No. Not just one. A number.
Now, I know that not everyone has a collection like I do. Still, living in the twenty-first century, you almost certainly have at least two pieces of ereader hardware available to you:
- The computer you’re reading this on
- Your phone
What, you didn’t think your phone was a computer? Believe me, today’s iPhones and Galaxies are far more powerful than the mainframe “supercomputers” I was first introduced to back in the 1980s.
You may also have a tablet around (possibly even an ereader table like a Nook or Kobo or Kindle Fire) or a second computer — possibly running a different operating system, or a different version of the same OS?
In any case, there are a huge variety of free apps available — whether your “computer” runs Windows, macOS, Linux, iOS, Android, or some other, more exotic variant.
Install at least a few of the following free apps on each piece of hardware:
- Calibre (Linux, macOS, Windows)
- Kindle Previewer (macOS, Windows)[1]
- Adobe Digital Editions (macOS, Windows — the basis for many ereader apps)
- At least a couple of the following:
There are hundreds of other options available — and that’s not even including the actual ereader hardware you may have hanging around!
In each ereader, open the file. If there’s a “default” display available, make sure that’s what you’re looking at — most readers don’t know they can change the settings — though some certainly do! Remember: miniscule purple Zapfino on an orange background. :shudder:
For each ereader, ask yourself:
- How does the text look on the screen — big, small, too much white space, not enough?
- How do the images look — same questions as with text, but also, are you happy with the way the text and images flow together, and are they consistent across platforms?

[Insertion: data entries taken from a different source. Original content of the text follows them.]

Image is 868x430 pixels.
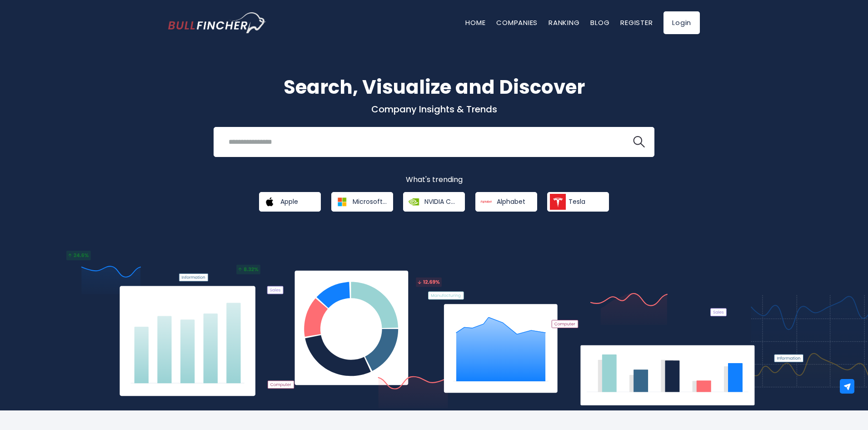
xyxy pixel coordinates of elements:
[621,18,653,27] a: Register
[591,18,610,27] a: Blog
[633,136,645,148] img: search icon
[475,192,538,211] a: Alphabet
[497,197,525,205] span: Alphabet
[403,192,465,211] a: NVIDIA Corporation
[280,197,298,205] span: Apple
[168,12,266,33] a: Go to homepage
[259,192,321,211] a: Apple
[168,103,700,115] p: Company Insights & Trends
[168,175,700,185] p: What's trending
[168,12,266,33] img: Bullfincher logo
[424,197,459,205] span: NVIDIA Corporation
[569,197,585,205] span: Tesla
[548,18,580,27] a: Ranking
[497,18,538,27] a: Companies
[332,192,393,211] a: Microsoft Corporation
[664,12,700,34] a: Login
[168,73,700,102] h1: Search, Visualize and Discover
[353,197,387,205] span: Microsoft Corporation
[465,18,486,27] a: Home
[547,192,609,211] a: Tesla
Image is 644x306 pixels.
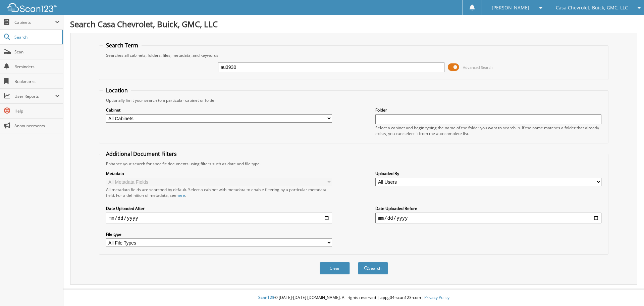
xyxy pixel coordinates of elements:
span: Casa Chevrolet, Buick, GMC, LLC [556,6,628,10]
input: end [375,213,601,223]
label: Cabinet [106,107,332,113]
div: Enhance your search for specific documents using filters such as date and file type. [102,161,605,166]
span: Cabinets [14,20,55,25]
span: Search [14,34,59,40]
span: Reminders [14,64,60,70]
button: Search [358,262,388,274]
label: Uploaded By [375,170,601,176]
div: © [DATE]-[DATE] [DOMAIN_NAME]. All rights reserved | appg04-scan123-com | [63,289,644,306]
input: start [106,213,332,223]
span: [PERSON_NAME] [492,6,529,10]
legend: Search Term [102,41,142,49]
button: Clear [320,262,350,274]
label: File type [106,232,332,237]
label: Metadata [106,170,332,176]
span: Advanced Search [463,65,493,70]
h1: Search Casa Chevrolet, Buick, GMC, LLC [70,18,637,29]
span: User Reports [14,93,55,99]
div: Optionally limit your search to a particular cabinet or folder [102,97,605,103]
span: Scan123 [258,294,274,300]
label: Date Uploaded Before [375,206,601,211]
div: All metadata fields are searched by default. Select a cabinet with metadata to enable filtering b... [106,187,332,198]
span: Bookmarks [14,79,60,84]
a: here [176,192,185,198]
span: Scan [14,49,60,55]
span: Announcements [14,123,60,128]
label: Folder [375,107,601,113]
a: Privacy Policy [424,294,449,300]
legend: Additional Document Filters [102,150,180,157]
img: scan123-logo-white.svg [7,3,57,12]
label: Date Uploaded After [106,206,332,211]
div: Searches all cabinets, folders, files, metadata, and keywords [102,52,605,58]
span: Help [14,108,60,114]
iframe: Chat Widget [610,274,644,306]
div: Select a cabinet and begin typing the name of the folder you want to search in. If the name match... [375,125,601,136]
legend: Location [102,87,131,94]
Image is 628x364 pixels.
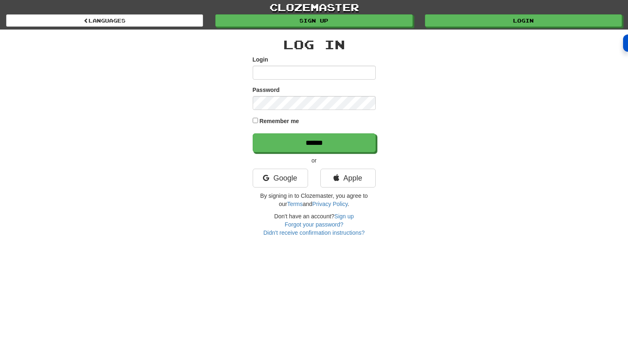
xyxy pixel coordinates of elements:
a: Terms [287,200,303,207]
a: Google [252,168,308,188]
a: Privacy Policy [312,200,348,207]
a: Languages [6,14,203,27]
a: Apple [321,168,376,188]
label: Login [252,55,268,63]
a: Sign up [334,213,353,220]
h2: Log In [252,38,376,51]
a: Didn't receive confirmation instructions? [263,230,365,236]
p: or [252,156,376,164]
a: Forgot your password? [284,221,344,228]
p: By signing in to Clozemaster, you agree to our and . [252,191,376,208]
label: Remember me [260,117,299,125]
a: Sign up [215,14,413,27]
label: Password [252,86,280,94]
a: Login [425,14,622,27]
div: Don't have an account? [252,212,376,237]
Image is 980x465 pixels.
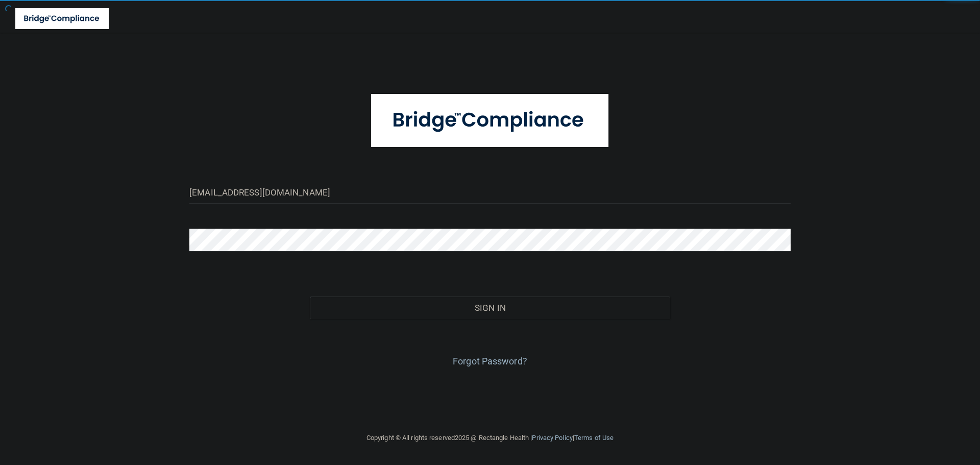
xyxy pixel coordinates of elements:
a: Privacy Policy [532,434,572,442]
div: Copyright © All rights reserved 2025 @ Rectangle Health | | [304,421,676,455]
a: Terms of Use [574,434,614,442]
img: bridge_compliance_login_screen.278c3ca4.svg [371,94,609,147]
img: bridge_compliance_login_screen.278c3ca4.svg [15,9,110,29]
input: Email [189,181,791,204]
a: Forgot Password? [453,356,527,367]
button: Sign In [310,296,670,319]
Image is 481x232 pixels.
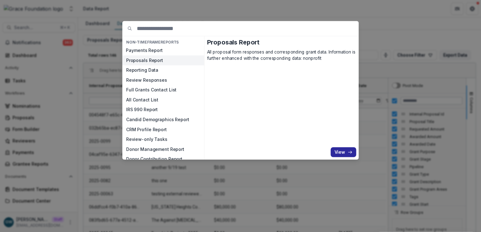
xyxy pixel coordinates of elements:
h2: Proposals Report [207,38,357,46]
button: Donor Contribution Report [123,154,204,164]
p: All proposal form responses and corresponding grant data. Information is further enhanced with th... [207,48,357,61]
button: IRS 990 Report [123,105,204,115]
button: Review Responses [123,75,204,85]
button: Full Grants Contact List [123,85,204,95]
h4: NON-TIMEFRAME Reports [123,38,204,45]
button: View [331,147,357,157]
button: CRM Profile Report [123,124,204,134]
button: All Contact List [123,95,204,105]
button: Review-only Tasks [123,134,204,144]
button: Reporting Data [123,65,204,75]
button: Payments Report [123,46,204,56]
button: Proposals Report [123,55,204,65]
button: Candid Demographics Report [123,114,204,124]
button: Donor Management Report [123,144,204,154]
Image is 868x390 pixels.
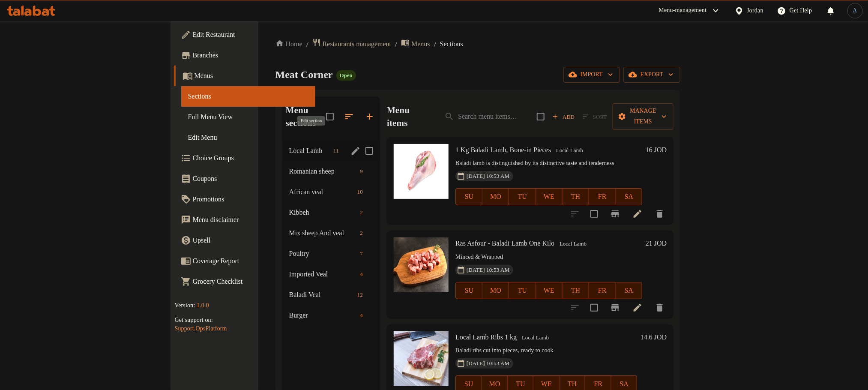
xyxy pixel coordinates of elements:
[509,282,535,299] button: TU
[312,38,391,50] a: Restaurants management
[282,223,380,243] div: Mix sheep And veal2
[616,282,642,299] button: SA
[535,282,562,299] button: WE
[322,39,391,50] span: Restaurants management
[589,188,616,205] button: FR
[275,38,681,50] nav: breadcrumb
[289,146,330,156] span: Local Lamb
[519,333,552,342] span: Local Lamb
[356,248,366,259] div: items
[613,103,673,129] button: Manage items
[853,6,857,16] span: A
[394,39,398,50] li: /
[193,173,308,184] span: Coupons
[289,310,357,320] div: Burger
[289,207,357,218] span: Kibbeh
[616,188,642,205] button: SA
[550,110,577,124] button: Add
[577,110,612,124] span: Select section first
[282,243,380,264] div: Poultry7
[188,132,308,143] span: Edit Menu
[356,270,366,278] span: 4
[620,106,667,127] span: Manage items
[619,284,638,297] span: SA
[275,69,333,80] span: Meat Corner
[412,39,430,50] span: Menus
[553,145,587,156] div: Local Lamb
[531,107,550,125] span: Select section
[455,239,555,247] span: Ras Asfour - Baladi Lamb One Kilo
[483,188,509,205] button: MO
[394,237,449,292] img: Ras Asfour - Baladi Lamb One Kilo
[175,301,196,308] span: Version:
[356,228,366,238] div: items
[631,69,673,80] span: export
[593,284,612,297] span: FR
[619,191,638,203] span: SA
[174,45,315,65] a: Branches
[455,158,642,168] p: Baladi lamb is distinguished by its distinctive taste and tenderness
[486,191,505,203] span: MO
[282,284,380,304] div: Baladi Veal12
[356,310,366,320] div: items
[193,215,308,225] span: Menu disclaimer
[356,166,366,176] div: items
[195,71,308,81] span: Menus
[394,331,449,386] img: Local Lamb Ribs 1 kg
[289,268,357,279] span: Imported Veal
[640,331,667,343] h6: 14.6 JOD
[633,302,642,312] a: Edit menu item
[181,86,315,107] a: Sections
[174,24,315,45] a: Edit Restaurant
[349,144,362,158] button: edit
[174,189,315,209] a: Promotions
[282,140,380,161] div: Local Lamb11edit
[359,106,380,126] button: Add section
[649,298,670,318] button: delete
[174,271,315,292] a: Grocery Checklist
[337,72,356,79] span: Open
[563,67,620,83] button: import
[556,239,590,249] span: Local Lamb
[455,252,642,263] p: Minced & Wrapped
[175,316,213,323] span: Get support on:
[633,208,642,219] a: Edit menu item
[188,91,308,101] span: Sections
[356,167,366,175] span: 9
[193,276,308,287] span: Grocery Checklist
[193,235,308,245] span: Upsell
[513,284,532,297] span: TU
[401,38,430,50] a: Menus
[463,266,513,274] span: [DATE] 10:53 AM
[509,188,535,205] button: TU
[289,248,357,259] span: Poultry
[659,6,706,16] div: Menu-management
[463,172,513,180] span: [DATE] 10:53 AM
[282,202,380,223] div: Kibbeh2
[539,191,559,203] span: WE
[289,187,354,197] div: African veal
[585,299,603,316] span: Select to update
[550,110,577,124] span: Add item
[649,203,670,224] button: delete
[356,208,366,217] span: 2
[282,304,380,326] div: Burger4
[459,191,479,203] span: SU
[356,250,366,258] span: 7
[282,161,380,182] div: Romanian sheep9
[455,188,483,205] button: SU
[289,290,354,300] span: Baladi Veal
[354,187,366,197] div: items
[553,146,587,156] span: Local Lamb
[193,256,308,266] span: Coverage Report
[455,282,483,299] button: SU
[174,65,315,86] a: Menus
[330,146,343,156] div: items
[535,188,562,205] button: WE
[645,144,667,156] h6: 16 JOD
[589,282,616,299] button: FR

- How do typeface/fonts display — are they the ones you wanted?
- If you’ve got any formatting complexities (e.g., drop caps, tables, inset images, etc.) do they look good?
Repeat this exercise on as many different ereaders as you can stand.

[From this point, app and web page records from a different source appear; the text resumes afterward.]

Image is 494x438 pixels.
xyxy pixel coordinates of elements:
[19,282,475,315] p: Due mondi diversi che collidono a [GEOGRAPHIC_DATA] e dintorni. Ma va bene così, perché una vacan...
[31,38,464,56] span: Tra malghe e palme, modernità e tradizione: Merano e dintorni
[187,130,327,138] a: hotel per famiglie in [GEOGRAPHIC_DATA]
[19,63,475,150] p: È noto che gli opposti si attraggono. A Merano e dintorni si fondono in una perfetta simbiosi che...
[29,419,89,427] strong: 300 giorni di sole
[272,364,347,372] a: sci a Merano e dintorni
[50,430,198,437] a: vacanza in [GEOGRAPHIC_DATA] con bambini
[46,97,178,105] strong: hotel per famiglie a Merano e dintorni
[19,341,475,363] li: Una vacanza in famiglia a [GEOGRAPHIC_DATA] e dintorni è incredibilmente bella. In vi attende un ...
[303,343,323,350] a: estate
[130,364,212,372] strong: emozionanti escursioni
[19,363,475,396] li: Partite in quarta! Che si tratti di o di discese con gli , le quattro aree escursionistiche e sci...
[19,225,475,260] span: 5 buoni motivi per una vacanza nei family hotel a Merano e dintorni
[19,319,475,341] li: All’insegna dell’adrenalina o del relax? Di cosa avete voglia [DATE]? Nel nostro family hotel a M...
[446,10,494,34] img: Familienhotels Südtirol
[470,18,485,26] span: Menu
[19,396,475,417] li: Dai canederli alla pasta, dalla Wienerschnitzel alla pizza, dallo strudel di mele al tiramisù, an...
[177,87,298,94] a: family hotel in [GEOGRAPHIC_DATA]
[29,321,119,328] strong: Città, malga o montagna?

Are you happy with how the ebook looks on all or most?
If so, great! Validate your ebook,[3] upload it, and get ready to sell!
If not… time to pop the hood. Get your overalls on and your grease gun out; we’re going to edit.
Under the hood
There are basically two ways to do get your ebook looking and working the way you want it to:
- Open up the file (as I showed you in “Inside the Black Box”) and use a text-editor like TextEdit or Notepad or a dedicated HTML editor like Dreamweaver.

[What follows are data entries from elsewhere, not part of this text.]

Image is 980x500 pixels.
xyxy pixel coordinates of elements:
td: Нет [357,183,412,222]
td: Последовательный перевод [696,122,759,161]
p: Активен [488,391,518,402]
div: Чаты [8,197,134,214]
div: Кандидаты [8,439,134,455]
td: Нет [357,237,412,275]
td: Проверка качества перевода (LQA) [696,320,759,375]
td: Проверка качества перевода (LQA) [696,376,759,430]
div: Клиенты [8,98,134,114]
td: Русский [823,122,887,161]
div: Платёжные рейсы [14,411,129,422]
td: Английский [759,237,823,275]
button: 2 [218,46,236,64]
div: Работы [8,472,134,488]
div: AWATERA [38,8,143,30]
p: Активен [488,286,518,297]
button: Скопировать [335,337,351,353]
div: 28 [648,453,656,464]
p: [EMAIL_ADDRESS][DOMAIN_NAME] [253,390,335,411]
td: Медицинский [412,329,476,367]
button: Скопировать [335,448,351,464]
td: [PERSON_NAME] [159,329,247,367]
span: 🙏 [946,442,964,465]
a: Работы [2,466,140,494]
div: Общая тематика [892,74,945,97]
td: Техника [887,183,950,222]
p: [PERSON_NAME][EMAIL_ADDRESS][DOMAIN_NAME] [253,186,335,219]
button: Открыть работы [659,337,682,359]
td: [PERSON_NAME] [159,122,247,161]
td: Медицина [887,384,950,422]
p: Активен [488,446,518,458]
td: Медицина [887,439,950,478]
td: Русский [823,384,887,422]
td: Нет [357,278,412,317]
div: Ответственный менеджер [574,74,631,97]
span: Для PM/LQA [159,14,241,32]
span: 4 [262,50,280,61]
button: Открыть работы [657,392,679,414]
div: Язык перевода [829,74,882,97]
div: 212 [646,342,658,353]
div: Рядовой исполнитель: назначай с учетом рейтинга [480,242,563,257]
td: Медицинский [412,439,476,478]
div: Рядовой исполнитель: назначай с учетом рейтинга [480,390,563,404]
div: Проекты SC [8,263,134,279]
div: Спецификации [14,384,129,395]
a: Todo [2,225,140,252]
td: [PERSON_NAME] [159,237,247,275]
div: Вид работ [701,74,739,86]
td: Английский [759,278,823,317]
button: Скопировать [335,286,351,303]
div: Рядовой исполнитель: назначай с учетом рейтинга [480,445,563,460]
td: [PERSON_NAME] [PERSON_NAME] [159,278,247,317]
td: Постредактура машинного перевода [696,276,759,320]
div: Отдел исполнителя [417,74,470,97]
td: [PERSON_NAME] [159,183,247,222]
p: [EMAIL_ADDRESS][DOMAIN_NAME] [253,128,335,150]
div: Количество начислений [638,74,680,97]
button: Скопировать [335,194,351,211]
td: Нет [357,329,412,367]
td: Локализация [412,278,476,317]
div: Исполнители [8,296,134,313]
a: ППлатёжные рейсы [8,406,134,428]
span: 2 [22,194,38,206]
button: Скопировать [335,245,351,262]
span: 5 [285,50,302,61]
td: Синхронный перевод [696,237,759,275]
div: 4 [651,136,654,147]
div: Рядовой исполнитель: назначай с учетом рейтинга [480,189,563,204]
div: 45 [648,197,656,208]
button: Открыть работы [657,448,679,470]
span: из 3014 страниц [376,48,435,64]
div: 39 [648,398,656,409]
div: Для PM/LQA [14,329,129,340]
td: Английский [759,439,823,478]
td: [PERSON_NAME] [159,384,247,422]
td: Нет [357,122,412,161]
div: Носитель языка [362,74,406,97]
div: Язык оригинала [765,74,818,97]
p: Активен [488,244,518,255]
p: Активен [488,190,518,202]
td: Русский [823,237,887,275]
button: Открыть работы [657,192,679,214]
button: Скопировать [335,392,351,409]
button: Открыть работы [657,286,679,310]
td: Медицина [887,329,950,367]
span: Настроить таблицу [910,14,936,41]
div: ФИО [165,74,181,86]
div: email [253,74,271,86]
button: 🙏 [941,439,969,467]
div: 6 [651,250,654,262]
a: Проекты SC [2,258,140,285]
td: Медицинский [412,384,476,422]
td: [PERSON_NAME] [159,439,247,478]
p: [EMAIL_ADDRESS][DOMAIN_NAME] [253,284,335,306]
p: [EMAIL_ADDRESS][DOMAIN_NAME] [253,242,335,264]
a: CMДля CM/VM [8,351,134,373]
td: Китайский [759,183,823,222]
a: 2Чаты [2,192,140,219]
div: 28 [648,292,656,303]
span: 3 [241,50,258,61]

- Use a WYSIWYG ebook editor.
Personally, while I don’t mind working on raw HTML and such without visual feedback, it’s nice to see how changes are going to look as you’re making them. So What You See Is (more or less) What You Get it is for me!
There are a number of WYSIWYG apps that you can use to edit your ePub file without opening it up:
- Open source (free):
- Sigil
- Calibre (and you already have it!)
- Commercial[4]:
- oXygen
- Blue Griffon
- Jutoh[5]
- Many more
I have been using Sigil for many years, and am very happy with it, but you should find whichever solution works best for you.
That said, in the following examples, I’m going to be using Sigil. For the most part, you should be able to follow along whatever editing app you’re using.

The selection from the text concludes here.